Tumor Genomic Profiling denied as experimental or investigational by Humana?
An experimental denial requires the appeal to cite the FDA approval (if any), peer-reviewed phase III data, and the recognised specialty-society guideline that supports the treatment for your indication.
US health-plan appeal rights
Cite: Most US health plans have appeal rights under either the ACA, ERISA, or Medicare/Medicaid rules
Most US health plans are required by federal law to give you both an internal appeal (where the insurer reconsiders) and an external review (where an independent reviewer decides). The exact timelines and processes depend on what kind of plan you have — marketplace / employer group, self-funded, Medicare Advantage, or Medicaid MCO — but in every case there's a window after the denial during which you have the right to fight it.
What Humana typically requires
Humana's specific coverage criteria for tumor genomic profiling are defined in its own published medical/coverage policy and the FDA-approved prescribing label. A successful appeal documents that your medical records satisfy each criterion those sources list — confirmed diagnosis, any required prior treatments (with dates and outcomes), and clinical severity. If the exact criteria weren't included with your denial, request them in writing; your appeal then maps each requirement to the matching fact in your chart.
The Humana angle on Tumor Genomic Profiling
## Why Humana Denied Tumor Genomic Profiling as Experimental
Humana may classify a genomic profiling test as experimental or investigational when its internal coverage policy has not yet recognized a specific assay — or its use for a particular cancer type or clinical scenario — as established standard of care. This denial language can be applied to broad comprehensive genomic profiling panels, RNA-based fusions tests, or liquid biopsy assays that are newer to clinical use even when FDA authorization exists.
This denial is frequently worth contesting. Many tumor genomic profiling tests have received FDA authorization (including Breakthrough Device designation or companion diagnostic approval) and are actively recommended in major oncology guidelines for specific indications. The "experimental" label in a coverage policy may lag behind current evidence, and that gap is exactly what an appeal can address.
## Federal Appeal Framework
Under ACA Section 2719, non-grandfathered plans must provide internal appeal and access to independent external review by an accredited independent review organization (IRO). External review is particularly powerful for experimental denials because the IRO applies current clinical evidence standards, not just the insurer's internal policy. File your internal appeal first — typically within 180 days of the denial — then request external review within approximately 4 months of the final internal denial. Expedited review is available when treatment cannot be delayed without serious health consequences. ERISA plans carry equivalent rights under Section 503.
## Concrete Appeal Steps
1. Obtain the exact policy language Humana used to classify the test as experimental. 2. Request the date that policy was last reviewed or updated. 3. Compile current guideline and regulatory documentation supporting the test for your specific indication. 4. Have your oncologist submit a detailed medical-necessity letter addressing each element of the experimental criteria. 5. If the internal appeal is denied, escalate immediately to independent external review.
## Documentation to Gather
- Diagnosis and indication: Pathology, staging, cancer type, and any biomarker results already available.
- FDA status documentation: Evidence of FDA authorization for the specific assay or platform being requested.
- Guideline support: Reference from the applicable NCCN guideline (or equivalent specialty society) recommending genomic profiling for your cancer type and line of therapy — your oncologist should confirm your case meets that guideline's criteria.
- Oncologist medical-necessity letter: Should directly address Humana's experimental criteria point by point, citing current clinical evidence for the test's utility in your specific context.
- Peer-reviewed literature: Your oncologist or a patient advocate may attach recent literature demonstrating clinical utility, particularly if your cancer type is specifically addressed.
## Criteria-Mapping Structure
List every sub-criterion in Humana's experimental/investigational definition. Map each to a specific document in your record: FDA clearance letter, guideline recommendation, and oncologist attestation. This structured mapping forces the reviewer to address each element individually rather than relying on a blanket classification.
Next steps
- Find the date on the denial letter — your appeal window starts there.
- Read your plan's Summary of Benefits and Coverage (SBC) for the specific deadlines.
- Request the insurer's claim file in writing — they must provide it.
- Submit your appeal in writing with new clinical evidence and a physician statement.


# What you have to do
If a line below contains the string "number", return that line.

--- START ---

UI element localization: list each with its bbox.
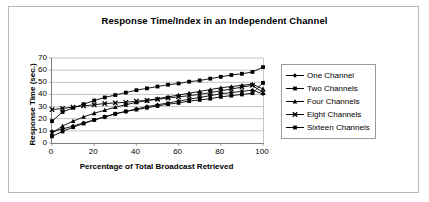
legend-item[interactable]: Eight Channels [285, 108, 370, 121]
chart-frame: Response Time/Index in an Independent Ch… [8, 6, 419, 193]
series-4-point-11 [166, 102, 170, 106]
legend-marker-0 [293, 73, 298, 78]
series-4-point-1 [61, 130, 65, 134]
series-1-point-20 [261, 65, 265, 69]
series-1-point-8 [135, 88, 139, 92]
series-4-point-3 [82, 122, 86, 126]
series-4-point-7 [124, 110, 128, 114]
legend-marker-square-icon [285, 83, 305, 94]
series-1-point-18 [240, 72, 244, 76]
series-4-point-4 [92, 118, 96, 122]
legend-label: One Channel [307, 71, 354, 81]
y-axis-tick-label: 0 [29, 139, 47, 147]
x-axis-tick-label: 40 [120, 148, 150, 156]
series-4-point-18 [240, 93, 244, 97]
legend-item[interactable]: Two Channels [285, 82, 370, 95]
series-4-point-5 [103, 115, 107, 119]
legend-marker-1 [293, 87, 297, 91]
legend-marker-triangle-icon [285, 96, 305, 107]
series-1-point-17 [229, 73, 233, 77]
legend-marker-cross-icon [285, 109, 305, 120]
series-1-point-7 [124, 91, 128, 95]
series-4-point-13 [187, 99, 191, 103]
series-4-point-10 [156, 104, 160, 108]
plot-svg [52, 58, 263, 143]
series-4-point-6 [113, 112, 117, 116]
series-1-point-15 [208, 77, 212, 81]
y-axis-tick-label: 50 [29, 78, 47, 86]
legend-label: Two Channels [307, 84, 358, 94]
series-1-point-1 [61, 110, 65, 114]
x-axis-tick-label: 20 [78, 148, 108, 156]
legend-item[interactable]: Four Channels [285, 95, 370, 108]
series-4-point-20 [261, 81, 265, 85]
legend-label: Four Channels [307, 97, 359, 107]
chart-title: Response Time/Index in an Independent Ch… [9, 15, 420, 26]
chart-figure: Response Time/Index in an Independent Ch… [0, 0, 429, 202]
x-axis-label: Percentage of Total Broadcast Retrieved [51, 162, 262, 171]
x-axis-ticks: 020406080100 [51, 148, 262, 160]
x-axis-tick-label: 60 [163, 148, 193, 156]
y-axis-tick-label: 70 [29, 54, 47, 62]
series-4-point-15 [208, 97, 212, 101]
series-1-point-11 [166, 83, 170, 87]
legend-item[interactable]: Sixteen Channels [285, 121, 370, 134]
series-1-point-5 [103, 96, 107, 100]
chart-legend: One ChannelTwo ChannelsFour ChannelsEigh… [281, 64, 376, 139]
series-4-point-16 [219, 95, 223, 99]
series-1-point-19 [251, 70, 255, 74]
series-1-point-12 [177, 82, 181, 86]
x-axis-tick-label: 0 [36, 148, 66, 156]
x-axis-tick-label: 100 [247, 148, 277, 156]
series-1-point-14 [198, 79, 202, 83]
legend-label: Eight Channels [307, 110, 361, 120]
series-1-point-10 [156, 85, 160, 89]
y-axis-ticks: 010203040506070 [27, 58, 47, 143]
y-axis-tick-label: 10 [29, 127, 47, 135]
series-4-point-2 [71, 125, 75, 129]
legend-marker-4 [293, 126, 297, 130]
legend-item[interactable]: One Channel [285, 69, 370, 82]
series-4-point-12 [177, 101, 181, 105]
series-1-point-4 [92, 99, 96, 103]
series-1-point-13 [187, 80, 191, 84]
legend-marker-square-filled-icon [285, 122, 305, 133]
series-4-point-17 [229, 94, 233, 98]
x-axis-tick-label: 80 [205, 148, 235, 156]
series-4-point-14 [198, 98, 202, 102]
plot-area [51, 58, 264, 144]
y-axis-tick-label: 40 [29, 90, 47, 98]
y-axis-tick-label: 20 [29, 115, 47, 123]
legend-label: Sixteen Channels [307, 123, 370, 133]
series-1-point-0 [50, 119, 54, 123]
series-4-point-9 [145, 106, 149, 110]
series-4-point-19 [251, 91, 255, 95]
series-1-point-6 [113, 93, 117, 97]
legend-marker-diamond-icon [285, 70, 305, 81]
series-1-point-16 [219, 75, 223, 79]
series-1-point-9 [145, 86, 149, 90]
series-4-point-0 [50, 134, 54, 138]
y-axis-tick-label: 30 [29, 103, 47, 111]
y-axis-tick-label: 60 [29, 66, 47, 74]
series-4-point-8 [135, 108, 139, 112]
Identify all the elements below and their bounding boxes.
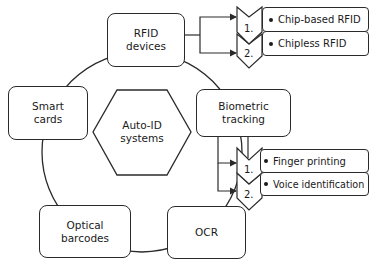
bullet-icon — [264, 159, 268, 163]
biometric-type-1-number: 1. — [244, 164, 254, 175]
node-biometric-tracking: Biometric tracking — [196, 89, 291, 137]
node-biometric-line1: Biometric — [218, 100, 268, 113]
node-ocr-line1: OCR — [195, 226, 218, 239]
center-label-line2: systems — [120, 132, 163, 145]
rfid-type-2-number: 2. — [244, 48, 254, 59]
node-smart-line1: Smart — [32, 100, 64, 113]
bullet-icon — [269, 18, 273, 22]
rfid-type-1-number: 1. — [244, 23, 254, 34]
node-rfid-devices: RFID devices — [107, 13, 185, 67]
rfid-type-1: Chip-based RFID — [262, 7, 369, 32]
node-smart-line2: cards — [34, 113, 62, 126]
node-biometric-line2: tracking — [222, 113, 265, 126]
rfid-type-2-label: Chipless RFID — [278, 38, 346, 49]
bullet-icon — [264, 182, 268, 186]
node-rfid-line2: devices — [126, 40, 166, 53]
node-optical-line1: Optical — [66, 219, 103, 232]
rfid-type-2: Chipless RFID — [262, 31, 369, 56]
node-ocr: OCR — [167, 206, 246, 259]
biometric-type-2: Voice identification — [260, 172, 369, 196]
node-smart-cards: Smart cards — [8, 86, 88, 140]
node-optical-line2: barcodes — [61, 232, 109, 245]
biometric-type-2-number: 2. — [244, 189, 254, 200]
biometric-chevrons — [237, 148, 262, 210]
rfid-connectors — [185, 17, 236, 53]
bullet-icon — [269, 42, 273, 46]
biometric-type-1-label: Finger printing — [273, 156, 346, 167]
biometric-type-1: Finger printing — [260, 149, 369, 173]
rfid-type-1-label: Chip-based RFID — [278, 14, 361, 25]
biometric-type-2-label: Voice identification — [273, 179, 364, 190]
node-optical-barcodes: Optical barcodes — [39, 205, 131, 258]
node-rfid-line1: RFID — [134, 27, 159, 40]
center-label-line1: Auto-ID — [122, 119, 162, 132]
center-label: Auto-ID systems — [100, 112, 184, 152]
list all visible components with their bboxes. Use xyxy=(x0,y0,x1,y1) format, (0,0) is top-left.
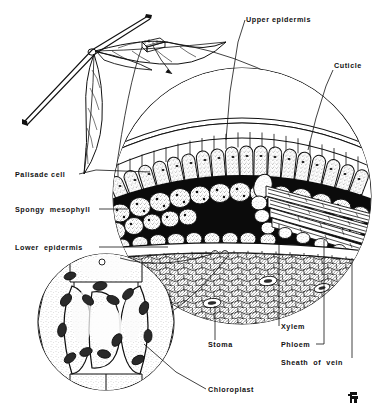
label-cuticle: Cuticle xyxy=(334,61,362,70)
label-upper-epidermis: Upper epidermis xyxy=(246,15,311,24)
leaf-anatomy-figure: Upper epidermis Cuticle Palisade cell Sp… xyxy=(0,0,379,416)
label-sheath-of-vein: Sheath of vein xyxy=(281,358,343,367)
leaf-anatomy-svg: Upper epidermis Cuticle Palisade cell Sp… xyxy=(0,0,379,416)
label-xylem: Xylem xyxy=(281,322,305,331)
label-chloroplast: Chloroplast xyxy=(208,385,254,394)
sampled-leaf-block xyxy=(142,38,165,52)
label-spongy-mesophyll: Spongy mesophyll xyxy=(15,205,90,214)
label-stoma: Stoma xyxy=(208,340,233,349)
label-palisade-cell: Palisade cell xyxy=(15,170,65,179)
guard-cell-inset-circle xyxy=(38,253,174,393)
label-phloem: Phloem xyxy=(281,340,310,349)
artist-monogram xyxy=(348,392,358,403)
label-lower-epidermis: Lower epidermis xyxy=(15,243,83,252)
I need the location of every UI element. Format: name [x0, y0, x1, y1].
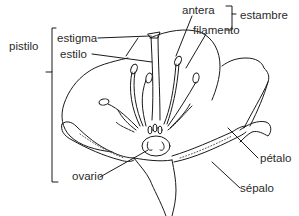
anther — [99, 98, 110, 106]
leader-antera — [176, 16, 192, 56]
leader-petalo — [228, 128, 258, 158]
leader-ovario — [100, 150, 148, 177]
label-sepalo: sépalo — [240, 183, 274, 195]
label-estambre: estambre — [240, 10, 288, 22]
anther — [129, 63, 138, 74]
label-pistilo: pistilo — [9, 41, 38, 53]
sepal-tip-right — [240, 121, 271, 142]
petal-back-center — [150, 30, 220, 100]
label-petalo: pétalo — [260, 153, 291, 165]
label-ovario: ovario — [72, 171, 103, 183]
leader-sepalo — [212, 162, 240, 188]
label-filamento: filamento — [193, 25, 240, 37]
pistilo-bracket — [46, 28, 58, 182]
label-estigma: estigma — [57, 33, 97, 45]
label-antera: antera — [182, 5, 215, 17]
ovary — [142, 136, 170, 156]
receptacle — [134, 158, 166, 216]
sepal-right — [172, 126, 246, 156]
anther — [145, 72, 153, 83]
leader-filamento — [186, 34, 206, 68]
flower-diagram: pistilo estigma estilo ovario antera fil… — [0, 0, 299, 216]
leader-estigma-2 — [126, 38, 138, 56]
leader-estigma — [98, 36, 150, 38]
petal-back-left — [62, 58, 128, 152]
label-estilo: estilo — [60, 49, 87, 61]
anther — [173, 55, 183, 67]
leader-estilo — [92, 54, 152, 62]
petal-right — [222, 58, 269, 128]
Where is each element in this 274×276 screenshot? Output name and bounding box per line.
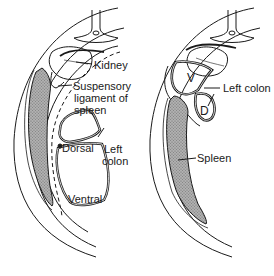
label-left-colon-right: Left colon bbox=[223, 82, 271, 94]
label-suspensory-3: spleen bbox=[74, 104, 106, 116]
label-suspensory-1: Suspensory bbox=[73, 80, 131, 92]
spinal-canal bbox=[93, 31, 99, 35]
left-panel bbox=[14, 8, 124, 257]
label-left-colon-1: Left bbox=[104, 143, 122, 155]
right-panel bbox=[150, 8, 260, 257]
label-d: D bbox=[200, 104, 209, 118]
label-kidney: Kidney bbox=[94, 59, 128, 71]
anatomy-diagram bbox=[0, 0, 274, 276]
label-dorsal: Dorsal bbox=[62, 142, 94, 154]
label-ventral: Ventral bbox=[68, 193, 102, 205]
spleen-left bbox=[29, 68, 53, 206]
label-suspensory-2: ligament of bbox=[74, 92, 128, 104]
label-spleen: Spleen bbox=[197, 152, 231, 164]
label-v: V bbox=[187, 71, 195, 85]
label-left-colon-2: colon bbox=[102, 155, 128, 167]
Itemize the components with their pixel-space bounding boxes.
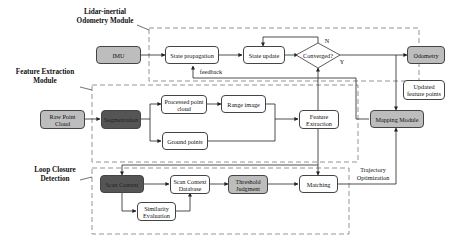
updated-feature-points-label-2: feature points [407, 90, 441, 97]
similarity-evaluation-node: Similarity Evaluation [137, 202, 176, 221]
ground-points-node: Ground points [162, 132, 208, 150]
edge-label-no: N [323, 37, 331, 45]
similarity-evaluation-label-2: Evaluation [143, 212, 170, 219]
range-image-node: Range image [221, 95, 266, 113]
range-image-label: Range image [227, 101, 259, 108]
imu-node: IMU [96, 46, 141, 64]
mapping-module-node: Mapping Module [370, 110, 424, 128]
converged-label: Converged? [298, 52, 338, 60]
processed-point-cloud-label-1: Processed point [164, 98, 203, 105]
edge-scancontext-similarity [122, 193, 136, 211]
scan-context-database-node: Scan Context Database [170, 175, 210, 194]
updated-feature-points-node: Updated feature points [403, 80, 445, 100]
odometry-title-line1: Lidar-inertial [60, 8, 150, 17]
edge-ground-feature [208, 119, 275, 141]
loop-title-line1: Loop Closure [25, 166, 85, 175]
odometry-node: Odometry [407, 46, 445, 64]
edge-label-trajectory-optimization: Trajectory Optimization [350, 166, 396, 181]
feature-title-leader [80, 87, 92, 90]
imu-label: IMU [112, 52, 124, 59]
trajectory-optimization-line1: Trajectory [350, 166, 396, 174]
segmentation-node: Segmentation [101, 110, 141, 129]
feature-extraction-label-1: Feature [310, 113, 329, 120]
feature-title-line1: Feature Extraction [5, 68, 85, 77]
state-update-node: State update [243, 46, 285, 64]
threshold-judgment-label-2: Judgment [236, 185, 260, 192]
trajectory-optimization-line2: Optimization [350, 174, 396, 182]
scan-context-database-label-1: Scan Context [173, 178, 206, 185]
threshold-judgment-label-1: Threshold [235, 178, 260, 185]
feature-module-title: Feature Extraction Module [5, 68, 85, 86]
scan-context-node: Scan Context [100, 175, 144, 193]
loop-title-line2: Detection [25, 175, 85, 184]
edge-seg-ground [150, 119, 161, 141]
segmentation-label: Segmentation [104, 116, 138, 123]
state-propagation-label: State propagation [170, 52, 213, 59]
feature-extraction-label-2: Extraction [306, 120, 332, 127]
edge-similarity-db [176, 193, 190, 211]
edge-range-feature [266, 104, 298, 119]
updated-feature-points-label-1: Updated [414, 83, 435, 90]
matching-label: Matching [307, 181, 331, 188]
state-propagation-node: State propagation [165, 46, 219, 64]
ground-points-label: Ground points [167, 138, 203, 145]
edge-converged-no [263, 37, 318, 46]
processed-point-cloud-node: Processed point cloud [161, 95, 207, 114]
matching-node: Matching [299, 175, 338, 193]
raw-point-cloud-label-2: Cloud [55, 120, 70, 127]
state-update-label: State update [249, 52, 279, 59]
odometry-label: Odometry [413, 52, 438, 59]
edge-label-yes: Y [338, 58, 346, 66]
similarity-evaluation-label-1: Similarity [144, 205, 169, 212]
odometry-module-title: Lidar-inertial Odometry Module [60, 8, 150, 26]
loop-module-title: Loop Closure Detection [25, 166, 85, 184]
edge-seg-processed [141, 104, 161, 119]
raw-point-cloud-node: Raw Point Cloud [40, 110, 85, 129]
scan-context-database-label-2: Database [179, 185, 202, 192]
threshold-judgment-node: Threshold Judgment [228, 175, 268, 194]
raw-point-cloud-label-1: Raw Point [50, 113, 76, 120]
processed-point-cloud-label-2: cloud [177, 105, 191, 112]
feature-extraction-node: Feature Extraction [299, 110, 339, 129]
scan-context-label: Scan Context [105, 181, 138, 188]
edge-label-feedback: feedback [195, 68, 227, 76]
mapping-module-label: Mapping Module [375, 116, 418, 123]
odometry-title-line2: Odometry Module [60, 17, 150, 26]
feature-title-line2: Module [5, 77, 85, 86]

--- END ---

# Exercise solution
biometric-type-1-number: 1. — [244, 164, 254, 175]
rfid-type-2-number: 2. — [244, 48, 254, 59]
rfid-type-1-number: 1. — [244, 23, 254, 34]
biometric-type-2-number: 2. — [244, 189, 254, 200]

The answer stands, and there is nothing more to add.